Who Are You?

“I have made a distinction between pseudonymous blogs and ‘other identity’ blogs. A pseudonymous blog is written by someone under an anonymous identity, who fully admits that his or her identity is secret. An ‘other identity’ blog is one that the blogger writes under an identity that is not his or her ‘true’ identity and is not disclosed to be ‘other’. I have decided to use the word ‘other’ to remove moral implications that words such as false or fake carry. I also italicize truth because truth is a subjective concept upon a large continuum of experience.” – Stephanie Hendrick (more here)

The Difference Is: Spin

“Girls have ‘shopping blogs’ and guys have ‘cool hunting’ sites.” – From the room discussion from the commercial venture session at BlogHer.

Web 2.0 and The Letter “e”: The Interview

Ever wonder why Flickr, Frappr, Soonr, Zooomr and a host of other companies are spelled the way they are? Link to the full interview here..

After hitting it big during the dot-com boom of the 90’s, the tech world’s best-known letter comes out of seclusion for a rare conversation.

Bidnessweekparodysmall_1The flurry of activity in “Web 2.0” has unleashed a number of rising stars. Perhaps the best known is photo-sharing site Flickr, but others such as 37Signals and del.icio.us have also ascended to prominence over the past eighteen months. However, the darling of the dot-com bubble — the letter “e” — is conspicuously missing and has decided to take a wait and see attitude this time around.

In an exclusive e-mail exchange with our editors, the reclusive vowel talks about what he’s been doing since the year 2000, his investment strategy, and his thoughts on whether we’ve entered a new technology bubble. He joins us from his yacht just outside of Antibes on the French Riviera (recently purchased from legendary venture capitalist Tom Perkins).”

Link to the full interview here.

Time For Perspective…Or Maybe The Other Way Around

June262002kevwithpolarandgrizzlyDoc is stranded with the kid in Dulles.

His story triggered a memory a few years old. A while back, I took a trip with the male offspring, and we were traveling in the dead of winter from Whitefish, Montana back to the Bay Area. He was about 2 1/2 at the time, and we ended up stranded in the Missoula airport after a similar connection debacle. The whole trip, end-to-end, was about thirteen hours.

It was, for all intents and purposes*, effortless.

The big “a-ha” for me was that, from his perspective, he hadn’t yet formed the abstract concept of being “late.” Everything he was doing was in the moment…from running around the airport to looking at planes to playing games to staring at the mangy stuffed grizzly in the lobby. It was just another day of adventure, which they all are at that age.

Thanks again for that, little guy. You taught me a lot that day about perspective.

* – which is neither “intensive purposes” nor “intensive porpoises,” which I’ve also heard. gah.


▶ TASK DESCRIPTION: While leaving the pictures out, set down only the lines from the one with "Identify the location" through the end of the records, exactly as they stand.

_____

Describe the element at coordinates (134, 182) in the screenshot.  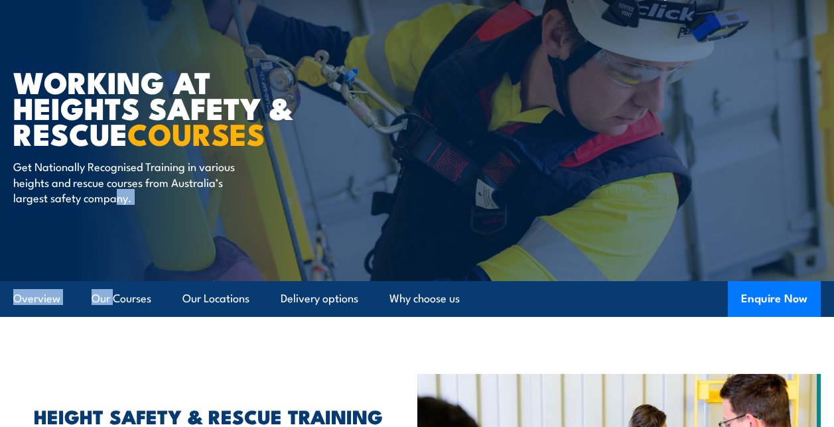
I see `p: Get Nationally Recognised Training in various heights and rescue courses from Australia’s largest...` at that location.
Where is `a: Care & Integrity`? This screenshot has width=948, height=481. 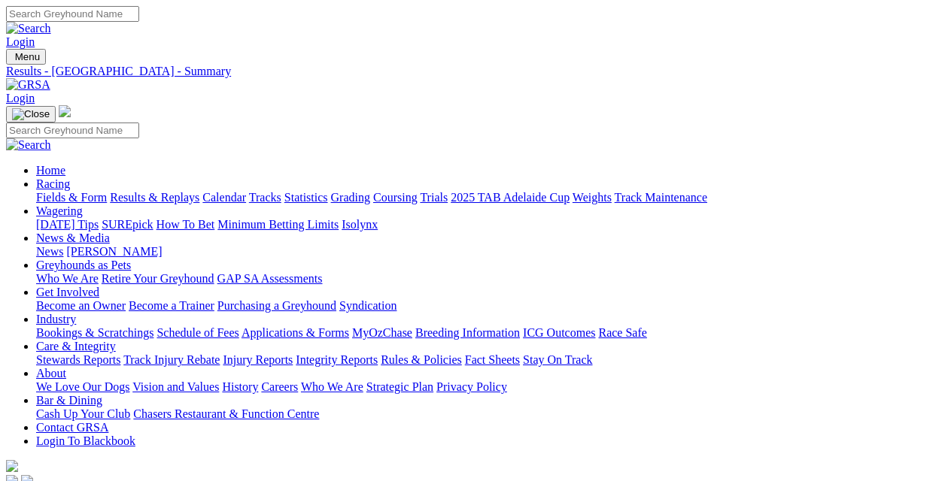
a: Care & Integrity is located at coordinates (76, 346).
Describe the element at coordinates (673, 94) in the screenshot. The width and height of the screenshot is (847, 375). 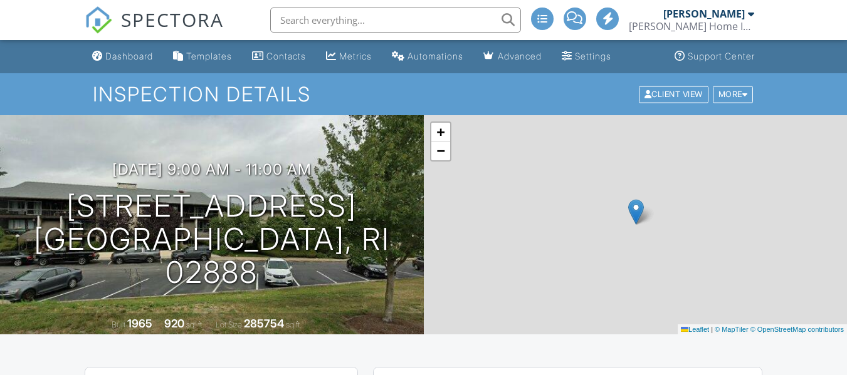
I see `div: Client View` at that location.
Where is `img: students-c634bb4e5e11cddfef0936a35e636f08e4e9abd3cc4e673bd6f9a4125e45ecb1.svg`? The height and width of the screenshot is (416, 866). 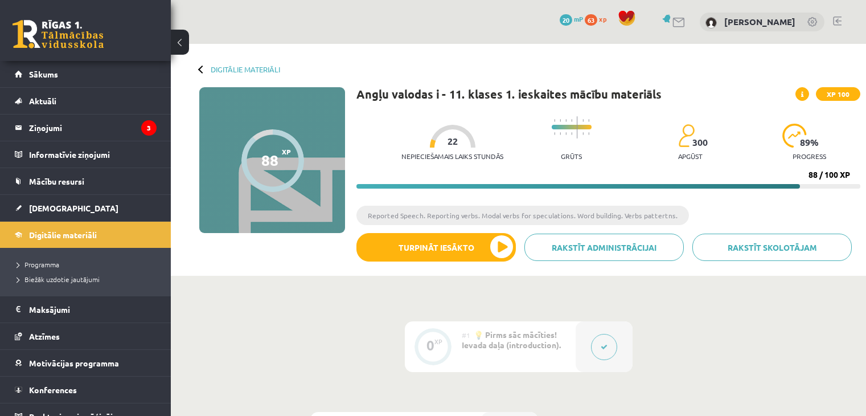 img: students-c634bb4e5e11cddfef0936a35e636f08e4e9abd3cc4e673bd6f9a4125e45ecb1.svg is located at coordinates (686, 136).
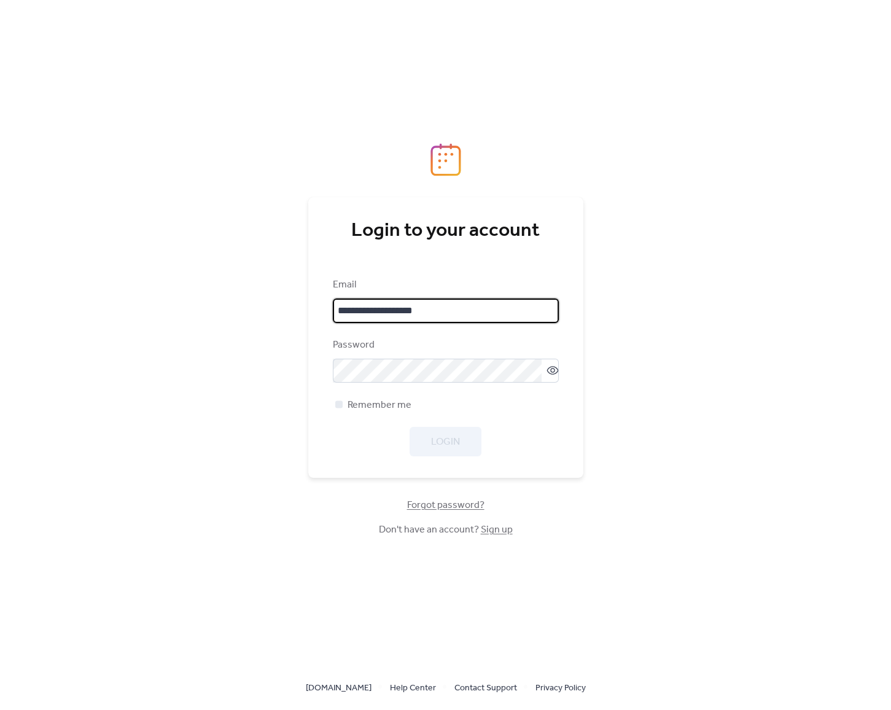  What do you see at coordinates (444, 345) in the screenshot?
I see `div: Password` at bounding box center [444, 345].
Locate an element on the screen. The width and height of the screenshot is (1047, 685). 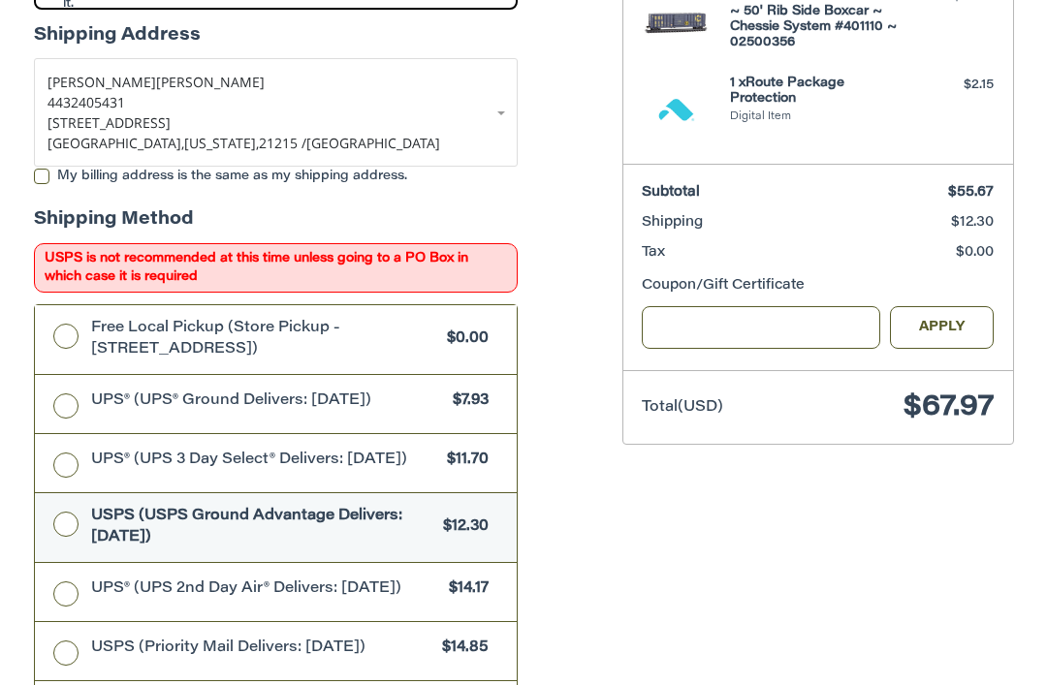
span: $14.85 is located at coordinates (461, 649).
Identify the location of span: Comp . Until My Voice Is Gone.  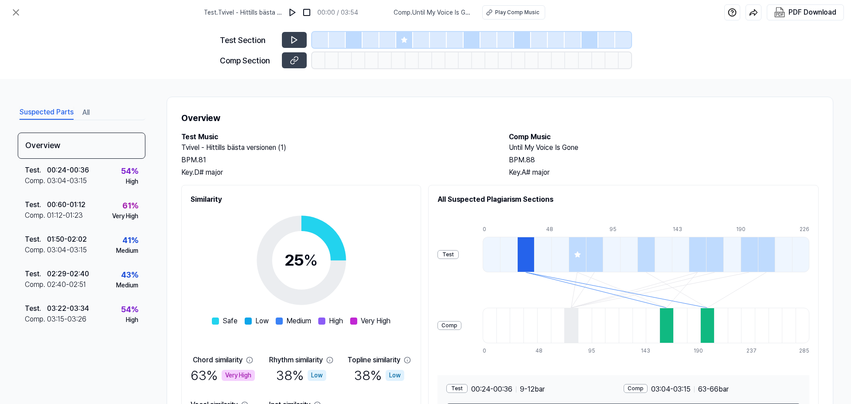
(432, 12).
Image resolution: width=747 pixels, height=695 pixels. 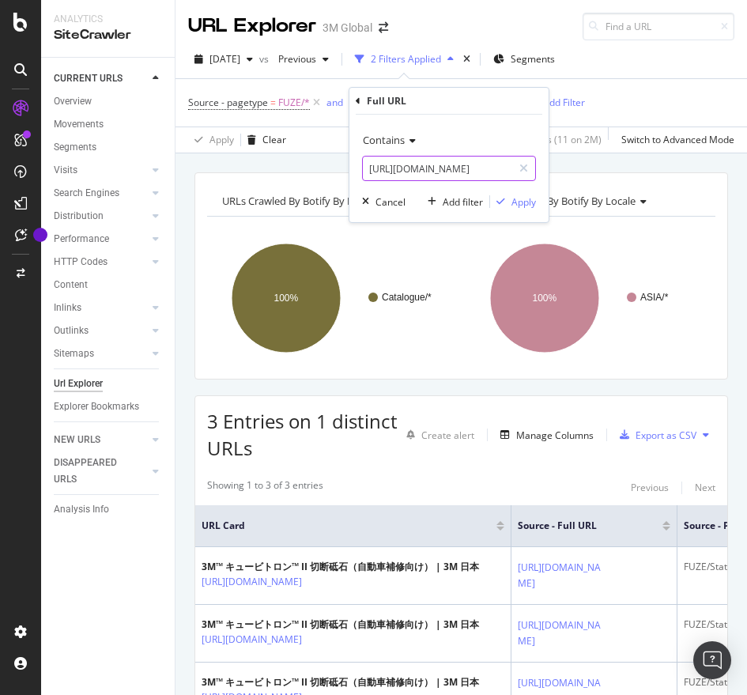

_____

▶ RESPONSE:
Identify the location of span: Comp . Until My Voice Is Gone.  
(432, 12).
Image resolution: width=747 pixels, height=695 pixels. 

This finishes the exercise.